I stood before the grandest collection of faces I had ever witnessed, a silent army of joy and memory.
My host, a jovial man named Dave, led me through his home.
"This," he declared, gesturing to an entire wall covered floor to ceiling in framed photographs, "is the family hall. All our memories, right there."
The hall of faces. A living chronicle, each frame a fragment of a moment, a child's first step, a graduation, a holiday meal.
Not a single portrait was of an ancestor long past, but of those still living, or recently departed.
"So, these are not the revered ancestors, whose spirits guide your lineage?" I inquired, my voice barely a whisper amidst the myriad gazes.
Dave laughed.
"Nah, those are just... us! Everyone. Grandma, the kids, even the dog. It's just 'FAMILY,' man."
Just family.
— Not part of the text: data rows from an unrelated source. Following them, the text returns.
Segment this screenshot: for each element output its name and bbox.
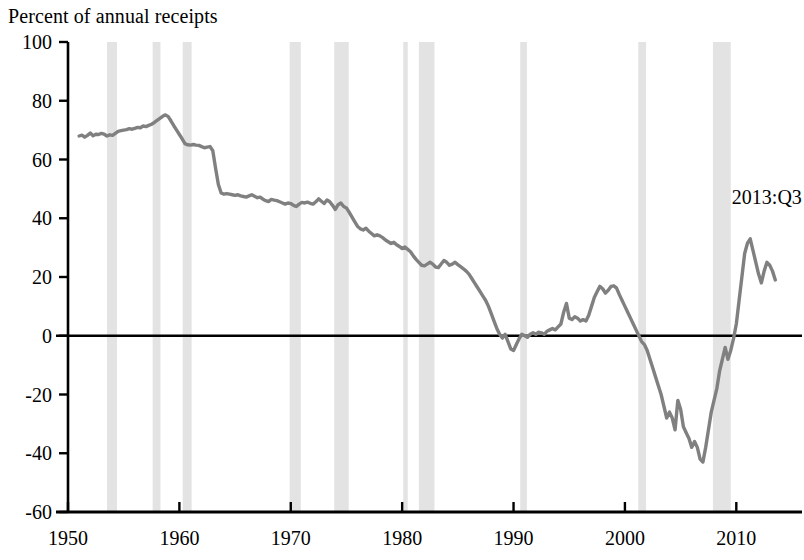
series-end-annotation: 2013:Q3: [732, 186, 802, 208]
recession-band: [153, 42, 161, 512]
recession-band: [290, 42, 301, 512]
y-axis-ticks-group: [59, 42, 68, 512]
recession-band: [638, 42, 646, 512]
chart-figure: Percent of annual receipts 100806040200-…: [0, 0, 804, 560]
y-axis-tick-label: -60: [25, 501, 52, 523]
y-axis-tick-label: -40: [25, 442, 52, 464]
x-axis-tick-label: 2010: [716, 527, 756, 549]
y-axis-tick-label: 60: [32, 149, 52, 171]
x-axis-tick-label: 1970: [271, 527, 311, 549]
y-axis-tick-label: 40: [32, 207, 52, 229]
y-axis-tick-label: 20: [32, 266, 52, 288]
recession-band: [520, 42, 527, 512]
recession-bands-group: [107, 42, 731, 512]
x-axis-tick-label: 1950: [48, 527, 88, 549]
x-axis-tick-labels-group: 1950196019701980199020002010: [48, 527, 756, 549]
y-axis-tick-label: -20: [25, 384, 52, 406]
x-axis-tick-label: 1960: [159, 527, 199, 549]
line-chart-plot: 100806040200-20-40-60 195019601970198019…: [0, 0, 804, 560]
recession-band: [334, 42, 348, 512]
x-axis-tick-label: 1980: [382, 527, 422, 549]
y-axis-tick-label: 100: [22, 31, 52, 53]
recession-band: [713, 42, 731, 512]
y-axis-tick-label: 80: [32, 90, 52, 112]
y-axis-tick-labels-group: 100806040200-20-40-60: [22, 31, 52, 523]
recession-band: [403, 42, 407, 512]
recession-band: [183, 42, 192, 512]
x-axis-tick-label: 2000: [605, 527, 645, 549]
recession-band: [107, 42, 117, 512]
recession-band: [419, 42, 435, 512]
x-axis-tick-label: 1990: [494, 527, 534, 549]
y-axis-tick-label: 0: [42, 325, 52, 347]
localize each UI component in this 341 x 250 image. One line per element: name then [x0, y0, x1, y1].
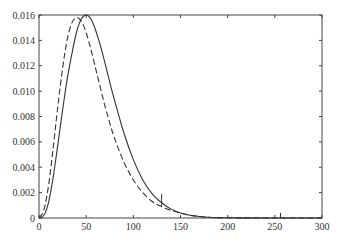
- y-tick-label: 0: [30, 213, 35, 224]
- y-tick-label: 0.010: [13, 86, 36, 97]
- series-solid: [39, 15, 322, 218]
- x-tick-label: 50: [81, 221, 91, 232]
- y-tick-label: 0.002: [13, 187, 36, 198]
- y-tick-label: 0.008: [13, 111, 36, 122]
- x-tick-label: 100: [126, 221, 141, 232]
- y-tick-label: 0.016: [13, 10, 36, 21]
- series-dashed: [39, 18, 322, 218]
- y-tick-label: 0.014: [13, 35, 36, 46]
- y-tick-label: 0.006: [13, 136, 36, 147]
- x-tick-label: 300: [315, 221, 330, 232]
- x-tick-label: 250: [267, 221, 282, 232]
- y-tick-label: 0.012: [13, 60, 36, 71]
- x-tick-label: 0: [37, 221, 42, 232]
- axis-ticks: 05010015020025030000.0020.0040.0060.0080…: [13, 10, 330, 233]
- plot-border: [39, 15, 322, 218]
- series-lines: [39, 15, 322, 218]
- x-tick-label: 200: [220, 221, 235, 232]
- line-chart: 05010015020025030000.0020.0040.0060.0080…: [0, 0, 341, 250]
- y-tick-label: 0.004: [13, 162, 36, 173]
- axes-frame: [39, 15, 322, 218]
- x-tick-label: 150: [173, 221, 188, 232]
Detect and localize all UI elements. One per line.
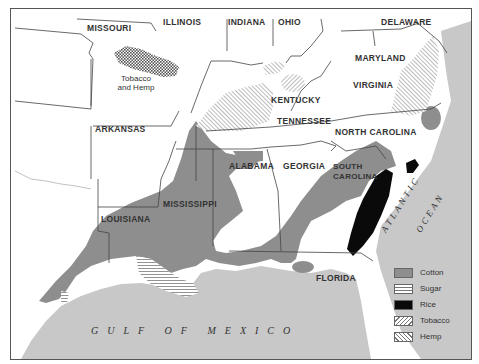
- legend-label-hemp: Hemp: [420, 332, 441, 342]
- tobacco-region-ky-tn: [196, 83, 273, 131]
- legend-item-rice: Rice: [394, 300, 472, 311]
- map-frame: MISSOURI ILLINOIS INDIANA OHIO DELAWARE …: [10, 8, 472, 360]
- state-label-south-carolina: SOUTH CAROLINA: [333, 162, 378, 183]
- tobacco-hemp-annotation: Tobacco and Hemp: [111, 74, 161, 92]
- legend-label-tobacco: Tobacco: [420, 316, 450, 326]
- state-label-ohio: OHIO: [278, 18, 301, 27]
- river: [15, 171, 91, 189]
- state-label-tennessee: TENNESSEE: [277, 117, 331, 126]
- state-label-indiana: INDIANA: [228, 18, 266, 27]
- state-label-georgia: GEORGIA: [283, 162, 325, 171]
- tobacco-swatch: [394, 316, 413, 326]
- hemp-region-ky: [281, 74, 305, 92]
- state-label-north-carolina: NORTH CAROLINA: [335, 128, 417, 137]
- state-label-delaware: DELAWARE: [381, 18, 432, 27]
- south-carolina-line1: SOUTH: [333, 162, 378, 172]
- tobacco-hemp-region-mo: [114, 46, 179, 77]
- legend-label-sugar: Sugar: [420, 284, 441, 294]
- state-label-alabama: ALABAMA: [229, 162, 274, 171]
- legend-item-hemp: Hemp: [394, 332, 472, 343]
- cotton-florida-spot: [292, 261, 314, 273]
- tobacco-hemp-line2: and Hemp: [111, 83, 161, 92]
- state-label-illinois: ILLINOIS: [163, 18, 201, 27]
- tobacco-hemp-line1: Tobacco: [111, 74, 161, 83]
- cotton-swatch: [394, 268, 413, 278]
- state-label-virginia: VIRGINIA: [353, 81, 393, 90]
- state-label-maryland: MARYLAND: [355, 54, 406, 63]
- legend-item-sugar: Sugar: [394, 284, 472, 295]
- legend-label-cotton: Cotton: [420, 268, 444, 278]
- tobacco-region-ky-north: [263, 61, 286, 75]
- state-label-mississippi: MISSISSIPPI: [163, 200, 217, 209]
- south-carolina-line2: CAROLINA: [333, 172, 378, 182]
- state-label-louisiana: LOUISIANA: [101, 215, 150, 224]
- gulf-of-mexico-label: GULF OF MEXICO: [91, 325, 299, 336]
- legend-label-rice: Rice: [420, 300, 436, 310]
- hemp-swatch: [394, 332, 413, 342]
- rice-swatch: [394, 300, 413, 310]
- state-label-arkansas: ARKANSAS: [95, 125, 146, 134]
- state-label-kentucky: KENTUCKY: [271, 96, 321, 105]
- sugar-region-west: [61, 291, 69, 304]
- legend-item-tobacco: Tobacco: [394, 316, 472, 327]
- legend-item-cotton: Cotton: [394, 268, 472, 279]
- state-label-missouri: MISSOURI: [87, 24, 131, 33]
- state-label-florida: FLORIDA: [316, 274, 356, 283]
- sugar-swatch: [394, 284, 413, 294]
- rice-region-nc: [406, 159, 419, 173]
- tobacco-region-virginia: [391, 36, 439, 116]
Yet, this American custom, to display one's living lineage so openly, seemed a profound act of affirmation.
It was a declaration that the strength of the house lay not just in the past, but in the vibrant, documented present.
To see one's life as a continuous tapestry, each thread a cherished memory, is to understand the true wealth of existence.
The past informs, but the present enriches.
I will return to my abode and seek out the images of my own living kin.
For a man does not only honor the departed.
He also becomes a man who celebrates the journey of the living, in his own hall of faces.